Vocabulary index
Vocabularies
Open Controls
6 schemas · 128 definitions6 of 6
- opencontrolsusagelicensev1.schema.json
- usageLicenseStamp.schema.json
- dictionary.schema.jsonA dictionary of canonical headwords with their general definitions, classification axes, and surface-form variants. Where a glossary records what one authority means by a term, the dictionary records the term itself: its lemma, part of speech, general definition, and every form it appears under in real text (acronyms, abbreviations, plurals, tenses, misspellings).
- opencontrolslicensegrantv1.schema.jsonA PRIVATE, per-grantee license grant — the credential a licensee holds when a source separately licenses rights (e.g. a TDM, derivative, or distribution license) that the public usage-license verdict reports as restricted. This is the mirror image of the public OpenControls Usage License: the verdict says what the world may do; a grant says what one named grantee may ADDITIONALLY do. It is layered on the public verdict for that grantee only and can only OPEN rights for the holder — it never restricts further and never changes another party's verdict. A grant is authoritative only when explicitly provided and verified; it is never inferred. Held locally by the grantee; optionally registered with OpenControls as a verifiable record that confirms possession without exposing terms. Sibling vocabulary to opencontrolsusagelicensev1; reuses its rights keys and condition codes. Not legal advice.
- glossary.schema.jsonA framework-scoped glossary: the set of terms a specific authority (a regulation, standard, or framework) defines, with the sense each term carries inside that authority's text. The same term may appear in many glossaries with different senses; a glossary records what one authority means, not what a word means in general.
- thesaurus.schema.jsonA thesaurus of semantic relations between terms, expressed as SKOS-style links. Where the dictionary records what a term is and the glossary records what an authority means by it, the thesaurus records how terms relate to each other: broader, narrower, related, and exact-match concepts.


= Goal of the exercise =
Scan the entries below and extract each line with the word "left" in it.

= Data section =
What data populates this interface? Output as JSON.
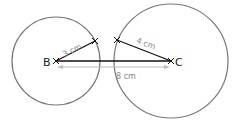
{
  "diagram": {
    "points": [
      {
        "name": "B",
        "x": 56,
        "y": 61
      },
      {
        "name": "C",
        "x": 171,
        "y": 61
      }
    ],
    "circles": [
      {
        "center": "B",
        "radius_px": 44
      },
      {
        "center": "C",
        "radius_px": 57
      }
    ],
    "segments": [
      {
        "from": "B",
        "to": "C",
        "label": ""
      },
      {
        "from": "B",
        "to": "intersection-B",
        "label": "3 cm"
      },
      {
        "from": "intersection-C",
        "to": "C",
        "label": "4 cm"
      }
    ],
    "measurements": {
      "bc_label": "8 cm",
      "b_radius_label": "3 cm",
      "c_radius_label": "4 cm"
    },
    "labels": {
      "point_b": "B",
      "point_c": "C"
    },
    "colors": {
      "circle": "#777777",
      "segment": "#111111",
      "measure": "#aaaaaa",
      "label_gray": "#888888"
    }
  }
}
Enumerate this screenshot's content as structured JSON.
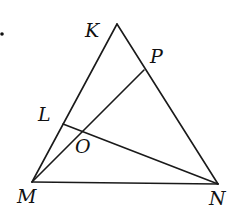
{
  "diagram": {
    "type": "geometry-triangle",
    "background": "#ffffff",
    "stroke_color": "#1a1a1a",
    "points": {
      "K": {
        "x": 117,
        "y": 24
      },
      "P": {
        "x": 144,
        "y": 70
      },
      "L": {
        "x": 63,
        "y": 124
      },
      "O": {
        "x": 82,
        "y": 131
      },
      "M": {
        "x": 32,
        "y": 182
      },
      "N": {
        "x": 218,
        "y": 184
      }
    },
    "segments": [
      {
        "name": "KM",
        "from": "K",
        "to": "M"
      },
      {
        "name": "KN",
        "from": "K",
        "to": "N"
      },
      {
        "name": "MN",
        "from": "M",
        "to": "N"
      },
      {
        "name": "MP",
        "from": "M",
        "to": "P"
      },
      {
        "name": "LN",
        "from": "L",
        "to": "N"
      }
    ],
    "labels": {
      "K": "K",
      "P": "P",
      "L": "L",
      "O": "O",
      "M": "M",
      "N": "N"
    },
    "bullet": "•"
  }
}
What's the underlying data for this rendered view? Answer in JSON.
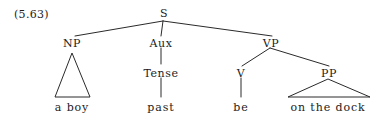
{
  "figure": {
    "example_number": "(5.63)",
    "sentence": "a boy past be on the dock",
    "width": 384,
    "height": 122,
    "background_color": "#ffffff",
    "line_color": "#2a2a2a",
    "text_color": "#1c1c1c"
  },
  "tree": {
    "root_label": "S",
    "nodes": {
      "s": "S",
      "np": "NP",
      "aux": "Aux",
      "vp": "VP",
      "tense": "Tense",
      "v": "V",
      "pp": "PP"
    },
    "leaves": {
      "np_leaf": "a boy",
      "tense_leaf": "past",
      "v_leaf": "be",
      "pp_leaf": "on the dock"
    }
  }
}
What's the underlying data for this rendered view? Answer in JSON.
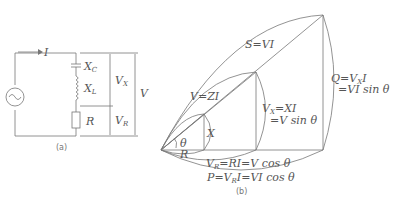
{
  "circuit": {
    "current_label": "→ I",
    "labels": {
      "xc": "X_C",
      "xl": "X_L",
      "r": "R",
      "vx": "V_X",
      "vr": "V_R",
      "v": "V"
    },
    "caption": "(a)"
  },
  "phasor": {
    "caption": "(b)",
    "labels": {
      "s": "S=VI",
      "v": "V=ZI",
      "vx1": "V_X=XI",
      "vx2": "=V sin θ",
      "q1": "Q=V_X I",
      "q2": "=VI sin θ",
      "x": "X",
      "r": "R",
      "theta": "θ",
      "vr": "V_R=RI=V cos θ",
      "p": "P=V_R I=VI cos θ"
    }
  }
}
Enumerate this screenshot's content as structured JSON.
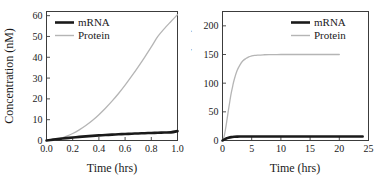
{
  "figure": {
    "background": "#ffffff",
    "panel_count": 2
  },
  "colors": {
    "mrna": "#1a1a1a",
    "protein": "#b5b5b5",
    "axis": "#3c3c3c",
    "text": "#1a1a1a"
  },
  "chart_data": [
    {
      "type": "line",
      "title": "",
      "xlabel": "Time (hrs)",
      "ylabel": "Concentration (nM)",
      "xlim": [
        0,
        1.0
      ],
      "ylim": [
        0,
        62
      ],
      "xticks": [
        "0.0",
        "0.2",
        "0.4",
        "0.6",
        "0.8",
        "1.0"
      ],
      "xtick_values": [
        0.0,
        0.2,
        0.4,
        0.6,
        0.8,
        1.0
      ],
      "yticks": [
        "0",
        "10",
        "20",
        "30",
        "40",
        "50",
        "60"
      ],
      "ytick_values": [
        0,
        10,
        20,
        30,
        40,
        50,
        60
      ],
      "grid": false,
      "legend_position": "upper-left",
      "legend": [
        "mRNA",
        "Protein"
      ],
      "series": [
        {
          "name": "mRNA",
          "color": "#1a1a1a",
          "width": 2.6,
          "x": [
            0.0,
            0.05,
            0.1,
            0.15,
            0.2,
            0.25,
            0.3,
            0.35,
            0.4,
            0.45,
            0.5,
            0.55,
            0.6,
            0.65,
            0.7,
            0.75,
            0.8,
            0.85,
            0.9,
            0.95,
            1.0
          ],
          "values": [
            0.0,
            0.42,
            0.8,
            1.14,
            1.45,
            1.73,
            1.99,
            2.22,
            2.44,
            2.63,
            2.81,
            2.98,
            3.13,
            3.27,
            3.4,
            3.52,
            3.63,
            3.74,
            3.83,
            3.92,
            4.5
          ]
        },
        {
          "name": "Protein",
          "color": "#b5b5b5",
          "width": 1.3,
          "x": [
            0.0,
            0.05,
            0.1,
            0.15,
            0.2,
            0.25,
            0.3,
            0.35,
            0.4,
            0.45,
            0.5,
            0.55,
            0.6,
            0.65,
            0.7,
            0.75,
            0.8,
            0.85,
            0.9,
            0.95,
            1.0
          ],
          "values": [
            0.0,
            0.25,
            0.9,
            1.95,
            3.35,
            5.1,
            7.2,
            9.6,
            12.4,
            15.5,
            18.9,
            22.6,
            26.6,
            30.9,
            35.4,
            40.1,
            45.0,
            50.0,
            53.8,
            57.2,
            60.5
          ]
        }
      ]
    },
    {
      "type": "line",
      "title": "",
      "xlabel": "Time (hrs)",
      "ylabel": "Concentration (nM)",
      "xlim": [
        0,
        25
      ],
      "ylim": [
        0,
        225
      ],
      "xticks": [
        "0",
        "5",
        "10",
        "15",
        "20",
        "25"
      ],
      "xtick_values": [
        0,
        5,
        10,
        15,
        20,
        25
      ],
      "yticks": [
        "0",
        "50",
        "100",
        "150",
        "200"
      ],
      "ytick_values": [
        0,
        50,
        100,
        150,
        200
      ],
      "grid": false,
      "legend_position": "upper-right",
      "legend": [
        "mRNA",
        "Protein"
      ],
      "series": [
        {
          "name": "mRNA",
          "color": "#1a1a1a",
          "width": 2.6,
          "x": [
            0,
            0.25,
            0.5,
            0.75,
            1,
            1.5,
            2,
            2.5,
            3,
            4,
            5,
            6,
            8,
            10,
            12,
            14,
            16,
            18,
            20,
            22,
            24
          ],
          "values": [
            0,
            1.6,
            2.9,
            4.0,
            4.8,
            5.9,
            6.5,
            6.8,
            6.95,
            7.05,
            7.08,
            7.1,
            7.1,
            7.1,
            7.1,
            7.1,
            7.1,
            7.1,
            7.1,
            7.1,
            7.1
          ]
        },
        {
          "name": "Protein",
          "color": "#b5b5b5",
          "width": 1.3,
          "x": [
            0,
            0.25,
            0.5,
            0.75,
            1,
            1.25,
            1.5,
            1.75,
            2,
            2.5,
            3,
            3.5,
            4,
            4.5,
            5,
            5.5,
            6,
            7,
            8,
            10,
            12,
            14,
            16,
            18,
            20,
            22,
            24
          ],
          "values": [
            0,
            6,
            19,
            35,
            52,
            68,
            83,
            95,
            106,
            122,
            132,
            139,
            143,
            146,
            147.5,
            148.5,
            149,
            149.5,
            149.8,
            150,
            150,
            150,
            150,
            150,
            150,
            150
          ]
        }
      ]
    }
  ],
  "panels": [
    {
      "id": "panel-left",
      "xlabel": "Time (hrs)",
      "ylabel": "Concentration (nM)",
      "legend": [
        {
          "label": "mRNA",
          "style": "thick-black"
        },
        {
          "label": "Protein",
          "style": "thin-gray"
        }
      ]
    },
    {
      "id": "panel-right",
      "xlabel": "Time (hrs)",
      "ylabel": "Concentration (nM)",
      "legend": [
        {
          "label": "mRNA",
          "style": "thick-black"
        },
        {
          "label": "Protein",
          "style": "thin-gray"
        }
      ]
    }
  ]
}
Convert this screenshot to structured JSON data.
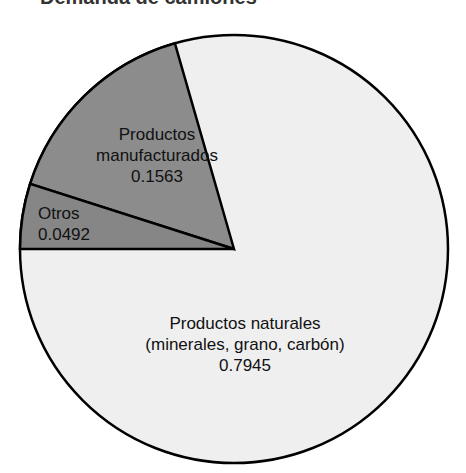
{
  "title": "Demanda de camiones",
  "colors": {
    "natural": "#efefef",
    "manufactured": "#8c8c8c",
    "other": "#868686",
    "outline": "#000000"
  },
  "labels": {
    "manufactured": {
      "line1": "Productos",
      "line2": "manufacturados",
      "value": "0.1563"
    },
    "other": {
      "line1": "Otros",
      "value": "0.0492"
    },
    "natural": {
      "line1": "Productos naturales",
      "line2": "(minerales, grano, carbón)",
      "value": "0.7945"
    }
  },
  "chart_data": {
    "type": "pie",
    "title": "Demanda de camiones",
    "categories": [
      "Productos naturales (minerales, grano, carbón)",
      "Productos manufacturados",
      "Otros"
    ],
    "values": [
      0.7945,
      0.1563,
      0.0492
    ],
    "data_labels_shown": true,
    "legend": "none"
  }
}
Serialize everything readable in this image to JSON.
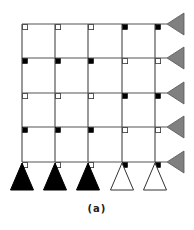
{
  "caption": "(a)",
  "grid": {
    "columns_x": [
      22,
      55,
      88,
      122,
      155
    ],
    "rows_y": [
      24,
      58,
      93,
      127,
      162
    ],
    "line_color": "#555555",
    "node_markers": [
      [
        "open",
        "open",
        "open",
        "filled",
        "filled"
      ],
      [
        "filled",
        "filled",
        "filled",
        "open",
        "open"
      ],
      [
        "open",
        "open",
        "open",
        "filled",
        "filled"
      ],
      [
        "filled",
        "filled",
        "filled",
        "open",
        "open"
      ],
      [
        "open",
        "open",
        "open",
        "filled",
        "filled"
      ]
    ]
  },
  "bottom_supports": [
    "filled",
    "filled",
    "filled",
    "open",
    "open"
  ],
  "right_supports": [
    "gray",
    "gray",
    "gray",
    "gray",
    "gray"
  ],
  "colors": {
    "filled": "#000000",
    "open": "#ffffff",
    "gray": "#808080",
    "stroke": "#333333"
  }
}
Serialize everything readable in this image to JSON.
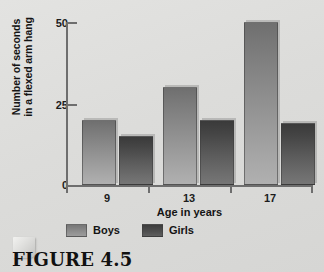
{
  "figure": {
    "caption": "FIGURE 4.5",
    "page_curl_icon": "page-curl-icon"
  },
  "chart_data": {
    "type": "bar",
    "title": "",
    "categories": [
      "9",
      "13",
      "17"
    ],
    "series": [
      {
        "name": "Boys",
        "values": [
          20,
          30,
          50
        ],
        "color": "#8e8e8e"
      },
      {
        "name": "Girls",
        "values": [
          15,
          20,
          19
        ],
        "color": "#4f4f4f"
      }
    ],
    "xlabel": "Age in years",
    "ylabel_line1": "Number of seconds",
    "ylabel_line2": "in a flexed arm hang",
    "ylim": [
      0,
      50
    ],
    "yticks": [
      0,
      25,
      50
    ],
    "ytick_labels": [
      "0",
      "25",
      "50"
    ],
    "grid": false,
    "legend_position": "bottom-left",
    "legend_entries": [
      "Boys",
      "Girls"
    ],
    "background_color": "#dcdcda",
    "axis_color": "#6e6e6e"
  }
}
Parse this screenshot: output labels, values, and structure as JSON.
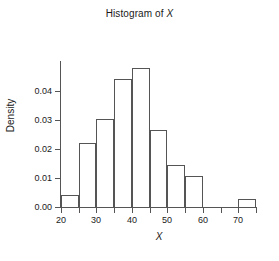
{
  "chart_data": {
    "type": "bar",
    "title": "Histogram of X",
    "title_prefix": "Histogram of ",
    "title_variable": "X",
    "xlabel": "X",
    "ylabel": "Density",
    "xlim": [
      20,
      75
    ],
    "ylim": [
      0.0,
      0.05
    ],
    "grid": false,
    "legend": null,
    "bin_width": 5,
    "bin_edges": [
      20,
      25,
      30,
      35,
      40,
      45,
      50,
      55,
      60,
      65,
      70,
      75
    ],
    "categories": [
      "20-25",
      "25-30",
      "30-35",
      "35-40",
      "40-45",
      "45-50",
      "50-55",
      "55-60",
      "60-65",
      "65-70",
      "70-75"
    ],
    "values": [
      0.0042,
      0.0222,
      0.0302,
      0.0442,
      0.0478,
      0.0265,
      0.0145,
      0.0106,
      0.0,
      0.0,
      0.0028
    ],
    "xticks": [
      20,
      30,
      40,
      50,
      60,
      70
    ],
    "xtick_labels": [
      "20",
      "30",
      "40",
      "50",
      "60",
      "70"
    ],
    "xminor_ticks": [
      25,
      35,
      45,
      55,
      65,
      75
    ],
    "yticks": [
      0.0,
      0.01,
      0.02,
      0.03,
      0.04
    ],
    "ytick_labels": [
      "0.00",
      "0.01",
      "0.02",
      "0.03",
      "0.04"
    ],
    "bar_edge_color": "#555555",
    "bar_fill_color": "#ffffff",
    "axis_color": "#555555",
    "background_color": "#ffffff"
  }
}
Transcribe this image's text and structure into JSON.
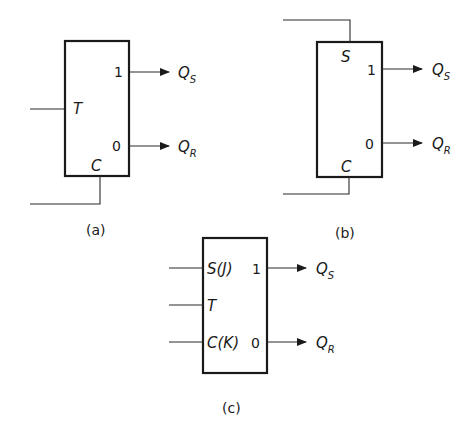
{
  "colors": {
    "ink": "#1a1a1a",
    "background": "#ffffff"
  },
  "diagrams": {
    "a": {
      "caption": "(a)",
      "inputs": {
        "t": "T",
        "c": "C"
      },
      "outputs": {
        "one": "1",
        "zero": "0"
      },
      "out_labels": {
        "qs_main": "Q",
        "qs_sub": "S",
        "qr_main": "Q",
        "qr_sub": "R"
      }
    },
    "b": {
      "caption": "(b)",
      "inputs": {
        "s": "S",
        "c": "C"
      },
      "outputs": {
        "one": "1",
        "zero": "0"
      },
      "out_labels": {
        "qs_main": "Q",
        "qs_sub": "S",
        "qr_main": "Q",
        "qr_sub": "R"
      }
    },
    "c": {
      "caption": "(c)",
      "inputs": {
        "sj": "S(J)",
        "t": "T",
        "ck": "C(K)"
      },
      "outputs": {
        "one": "1",
        "zero": "0"
      },
      "out_labels": {
        "qs_main": "Q",
        "qs_sub": "S",
        "qr_main": "Q",
        "qr_sub": "R"
      }
    }
  }
}
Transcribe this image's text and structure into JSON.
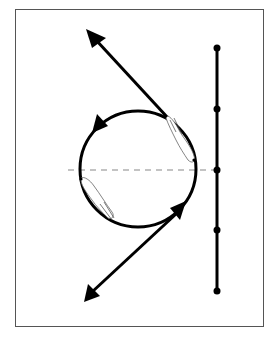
{
  "diagram": {
    "type": "riding-figure",
    "colors": {
      "stroke": "#000000",
      "dashed_guide": "#b0b0b0",
      "frame": "#555555",
      "horse_outline": "#666666"
    },
    "circle": {
      "cx": 138,
      "cy": 169,
      "r": 58,
      "direction": "counter-clockwise"
    },
    "entry_line": {
      "from": [
        85,
        298
      ],
      "to": [
        180,
        210
      ],
      "tail_marker": "triangle"
    },
    "exit_line": {
      "from": [
        168,
        118
      ],
      "to": [
        86,
        29
      ],
      "head": "arrow"
    },
    "circle_arrows": [
      {
        "name": "top-left-arrow",
        "at": [
          95,
          123
        ]
      },
      {
        "name": "bottom-right-arrow",
        "at": [
          178,
          208
        ]
      }
    ],
    "guide_line": {
      "style": "dashed",
      "y": 170,
      "x1": 68,
      "x2": 215
    },
    "pole_line": {
      "x": 217,
      "y1": 48,
      "y2": 291,
      "points_y": [
        48,
        109,
        170,
        230,
        291
      ]
    },
    "horses": [
      {
        "name": "horse-right",
        "position": "right side of circle, head up"
      },
      {
        "name": "horse-left",
        "position": "left side of circle, head down"
      }
    ]
  }
}
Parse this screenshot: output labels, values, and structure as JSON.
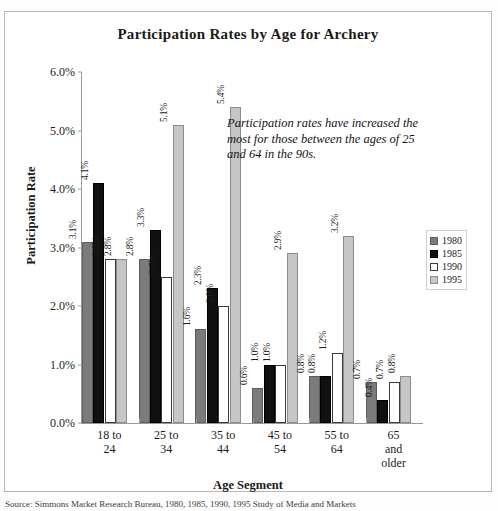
{
  "chart_data": {
    "type": "bar",
    "title": "Participation Rates by Age for Archery",
    "xlabel": "Age Segment",
    "ylabel": "Participation Rate",
    "ylim": [
      0,
      6
    ],
    "ytick_step": 1,
    "ytick_labels": [
      "0.0%",
      "1.0%",
      "2.0%",
      "3.0%",
      "4.0%",
      "5.0%",
      "6.0%"
    ],
    "grid": false,
    "legend_position": "right",
    "categories": [
      "18 to 24",
      "25 to 34",
      "35 to 44",
      "45 to 54",
      "55 to 64",
      "65 and older"
    ],
    "category_lines": [
      [
        "18 to",
        "24"
      ],
      [
        "25 to",
        "34"
      ],
      [
        "35 to",
        "44"
      ],
      [
        "45 to",
        "54"
      ],
      [
        "55 to",
        "64"
      ],
      [
        "65",
        "and",
        "older"
      ]
    ],
    "series": [
      {
        "name": "1980",
        "color": "#7b7b7b",
        "values": [
          3.1,
          2.8,
          1.6,
          0.6,
          0.8,
          0.7
        ],
        "labels": [
          "3.1%",
          "2.8%",
          "1.6%",
          "0.6%",
          "0.8%",
          "0.7%"
        ]
      },
      {
        "name": "1985",
        "color": "#111111",
        "values": [
          4.1,
          3.3,
          2.3,
          1.0,
          0.8,
          0.4
        ],
        "labels": [
          "4.1%",
          "3.3%",
          "2.3%",
          "1.0%",
          "0.8%",
          "0.4%"
        ]
      },
      {
        "name": "1990",
        "color": "#ffffff",
        "values": [
          2.8,
          2.5,
          2.0,
          1.0,
          1.2,
          0.7
        ],
        "labels": [
          "2.8%",
          "2.5%",
          "2.0%",
          "1.0%",
          "1.2%",
          "0.7%"
        ]
      },
      {
        "name": "1995",
        "color": "#c6c6c6",
        "values": [
          2.8,
          5.1,
          5.4,
          2.9,
          3.2,
          0.8
        ],
        "labels": [
          "2.8%",
          "5.1%",
          "5.4%",
          "2.9%",
          "3.2%",
          "0.8%"
        ]
      }
    ],
    "annotation": "Participation rates have increased the most for those between the ages of 25 and 64 in the 90s."
  },
  "source_note": "Source: Simmons Market Research Bureau, 1980, 1985, 1990, 1995 Study of Media and Markets"
}
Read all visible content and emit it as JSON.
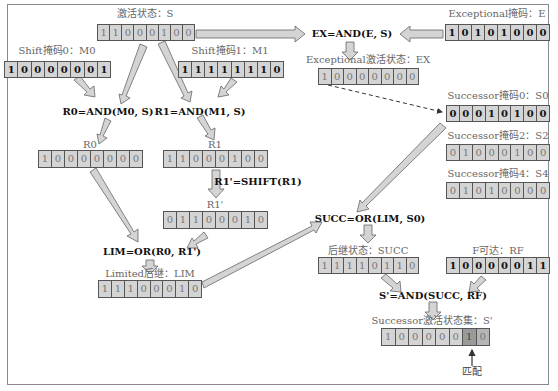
{
  "registers": {
    "S": {
      "label": "激活状态：S",
      "bits": [
        "1",
        "1",
        "0",
        "0",
        "0",
        "1",
        "0",
        "0"
      ]
    },
    "M0": {
      "label": "Shift掩码0：M0",
      "bits": [
        "1",
        "0",
        "0",
        "0",
        "0",
        "0",
        "0",
        "1"
      ]
    },
    "M1": {
      "label": "Shift掩码1：M1",
      "bits": [
        "1",
        "1",
        "1",
        "1",
        "1",
        "1",
        "1",
        "0"
      ]
    },
    "E": {
      "label": "Exceptional掩码：E",
      "bits": [
        "1",
        "0",
        "1",
        "0",
        "1",
        "0",
        "0",
        "0"
      ]
    },
    "EX": {
      "label": "Exceptional激活状态：EX",
      "bits": [
        "1",
        "0",
        "0",
        "0",
        "0",
        "0",
        "0",
        "0"
      ]
    },
    "S0": {
      "label": "Successor掩码0：S0",
      "bits": [
        "0",
        "0",
        "0",
        "1",
        "0",
        "1",
        "0",
        "0"
      ]
    },
    "S2": {
      "label": "Successor掩码2：S2",
      "bits": [
        "0",
        "1",
        "0",
        "0",
        "0",
        "1",
        "0",
        "0"
      ]
    },
    "S4": {
      "label": "Successor掩码4：S4",
      "bits": [
        "0",
        "1",
        "0",
        "1",
        "0",
        "0",
        "0",
        "0"
      ]
    },
    "R0": {
      "label": "R0",
      "bits": [
        "1",
        "0",
        "0",
        "0",
        "0",
        "0",
        "0",
        "0"
      ]
    },
    "R1": {
      "label": "R1",
      "bits": [
        "1",
        "1",
        "0",
        "0",
        "0",
        "1",
        "0",
        "0"
      ]
    },
    "R1p": {
      "label": "R1'",
      "bits": [
        "0",
        "1",
        "1",
        "0",
        "0",
        "0",
        "1",
        "0"
      ]
    },
    "LIM": {
      "label": "Limited后继：LIM",
      "bits": [
        "1",
        "1",
        "1",
        "0",
        "0",
        "0",
        "1",
        "0"
      ]
    },
    "SUCC": {
      "label": "后继状态：SUCC",
      "bits": [
        "1",
        "1",
        "1",
        "1",
        "0",
        "1",
        "1",
        "0"
      ]
    },
    "RF": {
      "label": "F可达：RF",
      "bits": [
        "1",
        "0",
        "0",
        "0",
        "0",
        "0",
        "1",
        "1"
      ]
    },
    "Sp": {
      "label": "Successor激活状态集：S'",
      "bits": [
        "1",
        "0",
        "0",
        "0",
        "0",
        "0",
        "1",
        "0"
      ]
    }
  },
  "equations": {
    "ex": "EX=AND(E, S)",
    "r0": "R0=AND(M0, S)",
    "r1": "R1=AND(M1, S)",
    "r1p": "R1'=SHIFT(R1)",
    "lim": "LIM=OR(R0, R1')",
    "succ": "SUCC=OR(LIM, S0)",
    "sp": "S'=AND(SUCC, RF)"
  },
  "annotations": {
    "match": "匹配"
  },
  "colors": {
    "cell_fill": "#d4d4d4",
    "arrow_fill": "#d0d0d0",
    "arrow_stroke": "#666666",
    "highlight": "#9a9a9a"
  }
}
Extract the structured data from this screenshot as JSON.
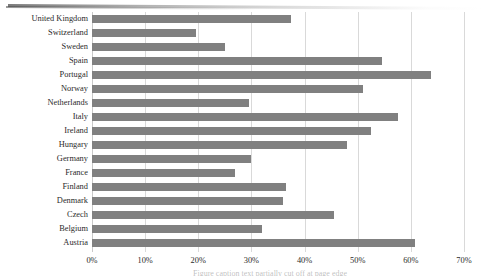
{
  "chart_data": {
    "type": "bar",
    "orientation": "horizontal",
    "title": "",
    "subtitle": "",
    "xlabel": "",
    "ylabel": "",
    "xlim": [
      0,
      70
    ],
    "ylim": null,
    "grid": true,
    "grid_axis": "x",
    "legend": false,
    "legend_position": "none",
    "bar_color": "#808080",
    "gridline_color": "#d9d9d9",
    "tick_suffix": "%",
    "xticks": [
      0,
      10,
      20,
      30,
      40,
      50,
      60,
      70
    ],
    "xtick_labels": [
      "0%",
      "10%",
      "20%",
      "30%",
      "40%",
      "50%",
      "60%",
      "70%"
    ],
    "categories": [
      "United Kingdom",
      "Switzerland",
      "Sweden",
      "Spain",
      "Portugal",
      "Norway",
      "Netherlands",
      "Italy",
      "Ireland",
      "Hungary",
      "Germany",
      "France",
      "Finland",
      "Denmark",
      "Czech",
      "Belgium",
      "Austria"
    ],
    "values": [
      37.5,
      19.5,
      25.0,
      54.5,
      63.8,
      51.0,
      29.5,
      57.5,
      52.5,
      48.0,
      30.0,
      27.0,
      36.5,
      36.0,
      45.5,
      32.0,
      60.8
    ]
  },
  "bottom_caption": "Figure caption text partially cut off at page edge"
}
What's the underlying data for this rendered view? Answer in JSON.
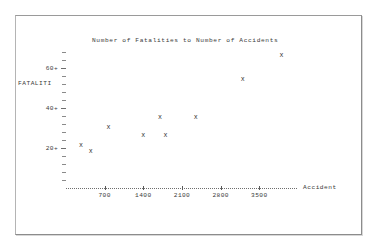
{
  "window": {
    "background_color": "#ffffff",
    "frame_border_color": "#9a9a9a"
  },
  "chart_data": {
    "type": "scatter",
    "title": "Number of Fatalities to Number of Accidents",
    "xlabel": "Accident",
    "ylabel": "FATALITI",
    "marker_symbol": "x",
    "grid": false,
    "legend": "none",
    "xlim": [
      0,
      4200
    ],
    "ylim": [
      0,
      72
    ],
    "xticks": [
      700,
      1400,
      2100,
      2800,
      3500
    ],
    "xtick_labels": [
      "700",
      "1400",
      "2100",
      "2800",
      "3500"
    ],
    "yticks": [
      20,
      40,
      60
    ],
    "ytick_labels": [
      "20+",
      "40+",
      "60+"
    ],
    "y_minor_tick_count": 17,
    "points": [
      {
        "x": 270,
        "y": 21
      },
      {
        "x": 450,
        "y": 18
      },
      {
        "x": 770,
        "y": 30
      },
      {
        "x": 1400,
        "y": 26
      },
      {
        "x": 1700,
        "y": 35
      },
      {
        "x": 1800,
        "y": 26
      },
      {
        "x": 2350,
        "y": 35
      },
      {
        "x": 3200,
        "y": 54
      },
      {
        "x": 3900,
        "y": 66
      }
    ],
    "series": [
      {
        "name": "Fatalities vs Accidents",
        "x": [
          270,
          450,
          770,
          1400,
          1700,
          1800,
          2350,
          3200,
          3900
        ],
        "values": [
          21,
          18,
          30,
          26,
          35,
          26,
          35,
          54,
          66
        ]
      }
    ]
  },
  "axis_labels": {
    "y_axis_name": "FATALITI",
    "x_axis_name": "Accident"
  }
}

= Reply to the task =
      "legend_position": "upper-left",
      "id": "panel-left",
    "legend_position": "bottom-left",
        "name": "top-left-arrow",
        "name": "horse-left",
        "position": "left side of circle, head down"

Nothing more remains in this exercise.